Still, have you ever looked at the stars? You can maybe see the hunter in Orion if you squint and use a lot of imagination, but is that squiggle a plow, a bear, or a pot? Is that one a fish or a crab? Mesopotamian culture gave us the constellations we know today, though it was the ancient Greeks 2,000 years later that made them part of horoscopes. Different astrologies developed in China and India, each with its own constellations and interpretations. Aboriginal Australians had their own constellations 10,000 years before that, with the great Emu in the Sky stretching from the Southern Cross to the Coalsack Nebula and Orion as three brothers fishing in a canoe. Bostrom talks about his planetary-size computer simulating the entire mental history of humankind by “using less than one millionth of its processing power for one second.” We don’t need the whole of human history, just the astronomical records part. Rewriting memories of different stellar positions to match myths and legends to whatever patterns of stars were visible in each Earth-analogue’s sky would be a relatively trivial computational exercise in comparison. It might be that the poor match between the star patterns we see and their eponymous animals is because they are not the original patterns but just the closest matches the memory editing software could find in a strange sky.

The truth is that we have no idea how consciousness arises out of the chemical and electrical soup of the human brain, let alone how to replicate it in computer code.

The Real Simulation Hypothesis has advantages over the computer version too. Aside from the fact that physical human copies would be the only game in town if consciousness can’t be software simulated, the Earths, once set up, run themselves. You wouldn’t need to tie up computer resources; you wouldn’t need to power them; and no one could argue about the verisimilitude of the physics! Were the experimenters sufficiently callous, it would also be relatively trivial to erase and repopulate any particular mock Earth were the experimental results insufficiently interesting.
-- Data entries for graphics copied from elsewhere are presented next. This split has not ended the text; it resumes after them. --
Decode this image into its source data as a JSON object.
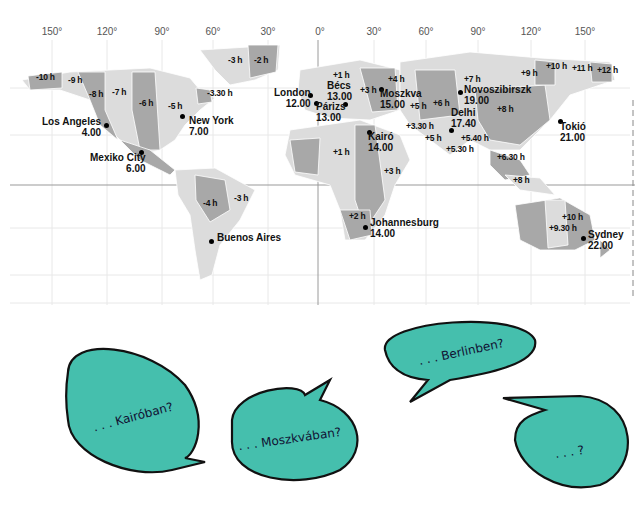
{
  "map": {
    "longitude_labels": [
      {
        "label": "150°",
        "x": 52
      },
      {
        "label": "120°",
        "x": 107
      },
      {
        "label": "90°",
        "x": 162
      },
      {
        "label": "60°",
        "x": 213
      },
      {
        "label": "30°",
        "x": 268
      },
      {
        "label": "0°",
        "x": 320
      },
      {
        "label": "30°",
        "x": 374
      },
      {
        "label": "60°",
        "x": 426
      },
      {
        "label": "90°",
        "x": 478
      },
      {
        "label": "120°",
        "x": 531
      },
      {
        "label": "150°",
        "x": 585
      }
    ],
    "time_offsets": [
      {
        "label": "-10 h",
        "x": 36,
        "y": 77
      },
      {
        "label": "-9 h",
        "x": 68,
        "y": 80
      },
      {
        "label": "-8 h",
        "x": 89,
        "y": 94
      },
      {
        "label": "-7 h",
        "x": 112,
        "y": 92
      },
      {
        "label": "-6 h",
        "x": 139,
        "y": 103
      },
      {
        "label": "-5 h",
        "x": 168,
        "y": 106
      },
      {
        "label": "-3.30 h",
        "x": 207,
        "y": 93
      },
      {
        "label": "-3 h",
        "x": 228,
        "y": 60
      },
      {
        "label": "-2 h",
        "x": 254,
        "y": 60
      },
      {
        "label": "+1 h",
        "x": 333,
        "y": 75
      },
      {
        "label": "+3 h",
        "x": 360,
        "y": 90
      },
      {
        "label": "+4 h",
        "x": 388,
        "y": 79
      },
      {
        "label": "+7 h",
        "x": 464,
        "y": 79
      },
      {
        "label": "+9 h",
        "x": 521,
        "y": 73
      },
      {
        "label": "+10 h",
        "x": 546,
        "y": 66
      },
      {
        "label": "+11 h",
        "x": 572,
        "y": 68
      },
      {
        "label": "+12 h",
        "x": 597,
        "y": 70
      },
      {
        "label": "+5 h",
        "x": 410,
        "y": 106
      },
      {
        "label": "+6 h",
        "x": 433,
        "y": 103
      },
      {
        "label": "+8 h",
        "x": 497,
        "y": 109
      },
      {
        "label": "+3.30 h",
        "x": 406,
        "y": 126
      },
      {
        "label": "+5 h",
        "x": 425,
        "y": 138
      },
      {
        "label": "+5.40 h",
        "x": 461,
        "y": 138
      },
      {
        "label": "+5.30 h",
        "x": 446,
        "y": 149
      },
      {
        "label": "+6.30 h",
        "x": 497,
        "y": 157
      },
      {
        "label": "+8 h",
        "x": 513,
        "y": 180
      },
      {
        "label": "+1 h",
        "x": 333,
        "y": 152
      },
      {
        "label": "+3 h",
        "x": 384,
        "y": 171
      },
      {
        "label": "-4 h",
        "x": 203,
        "y": 203
      },
      {
        "label": "-3 h",
        "x": 234,
        "y": 198
      },
      {
        "label": "+2 h",
        "x": 349,
        "y": 216
      },
      {
        "label": "+10 h",
        "x": 562,
        "y": 217
      },
      {
        "label": "+9.30 h",
        "x": 549,
        "y": 228
      }
    ],
    "cities": [
      {
        "name": "Los Angeles",
        "time": "4.00",
        "x": 42,
        "y": 122,
        "dotx": 106,
        "doty": 125,
        "align": "right"
      },
      {
        "name": "New York",
        "time": "7.00",
        "x": 189,
        "y": 121,
        "dotx": 182,
        "doty": 116,
        "align": "left"
      },
      {
        "name": "Mexiko City",
        "time": "6.00",
        "x": 90,
        "y": 158,
        "dotx": 141,
        "doty": 152,
        "align": "right"
      },
      {
        "name": "London",
        "time": "12.00",
        "x": 274,
        "y": 93,
        "dotx": 310,
        "doty": 95,
        "align": "right"
      },
      {
        "name": "Bécs",
        "time": "13.00",
        "x": 327,
        "y": 86,
        "dotx": 345,
        "doty": 104,
        "align": "left"
      },
      {
        "name": "Párizs",
        "time": "13.00",
        "x": 316,
        "y": 107,
        "dotx": 316,
        "doty": 103,
        "align": "left"
      },
      {
        "name": "Moszkva",
        "time": "15.00",
        "x": 380,
        "y": 94,
        "dotx": 381,
        "doty": 89,
        "align": "left"
      },
      {
        "name": "Novoszibirszk",
        "time": "19.00",
        "x": 464,
        "y": 90,
        "dotx": 460,
        "doty": 92,
        "align": "left"
      },
      {
        "name": "Delhi",
        "time": "17.40",
        "x": 451,
        "y": 113,
        "dotx": 451,
        "doty": 130,
        "align": "left"
      },
      {
        "name": "Tokió",
        "time": "21.00",
        "x": 560,
        "y": 127,
        "dotx": 560,
        "doty": 121,
        "align": "left"
      },
      {
        "name": "Kairó",
        "time": "14.00",
        "x": 368,
        "y": 137,
        "dotx": 369,
        "doty": 132,
        "align": "left"
      },
      {
        "name": "Johannesburg",
        "time": "14.00",
        "x": 370,
        "y": 223,
        "dotx": 365,
        "doty": 227,
        "align": "left"
      },
      {
        "name": "Buenos Aires",
        "time": "",
        "x": 217,
        "y": 238,
        "dotx": 211,
        "doty": 241,
        "align": "left"
      },
      {
        "name": "Sydney",
        "time": "22.00",
        "x": 588,
        "y": 235,
        "dotx": 583,
        "doty": 238,
        "align": "left"
      }
    ],
    "colors": {
      "dark": "#a8a8a8",
      "light": "#dcdcdc",
      "grid": "#e6e6e6",
      "ocean": "#ffffff"
    }
  },
  "bubbles": [
    {
      "text": ". . . Kairóban?",
      "cx": 126,
      "cy": 412
    },
    {
      "text": ". . . Moszkvában?",
      "cx": 290,
      "cy": 435
    },
    {
      "text": ". . . Berlinben?",
      "cx": 458,
      "cy": 352
    },
    {
      "text": ". . . ?",
      "cx": 576,
      "cy": 452
    }
  ],
  "bubble_color": "#45bfad"
}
Evidence is necessarily hard to come by, but the logic is the same as the computer simulation theories. If it can be done at all, it’s reasonable to assume that, given time, it will be done a lot. In either case, Earth, you, and everybody else are statistically unlikely to be the original. The double slit experiment, déjà vu, and the Mandela effect have all been cited as possible glitches in the programming for the computer simulation hypothesis. (Though Occam’s razor would shave those down to incomplete theories and bad brain wiring.) The Real Simulation Hypothesis is, I admit, even more speculative, but consider: Maybe all those UFO and alien sightings are just researchers from the super civilization checking in, and tales of abductions and probing just tissue sampling from the body politic.

 

Paul McKinley
Paul McKinley

Paul is a graphic designer, amateur photographer, part-time writer, and lifelong science geek who, as a kid, sat way too close to the TV to watch the moon landings. He writes the “Occasional Book” and “Crazy Idea” columns for the British Mensa magazine and can be contacted through his intermittent blog, TheOccasionalBook.com.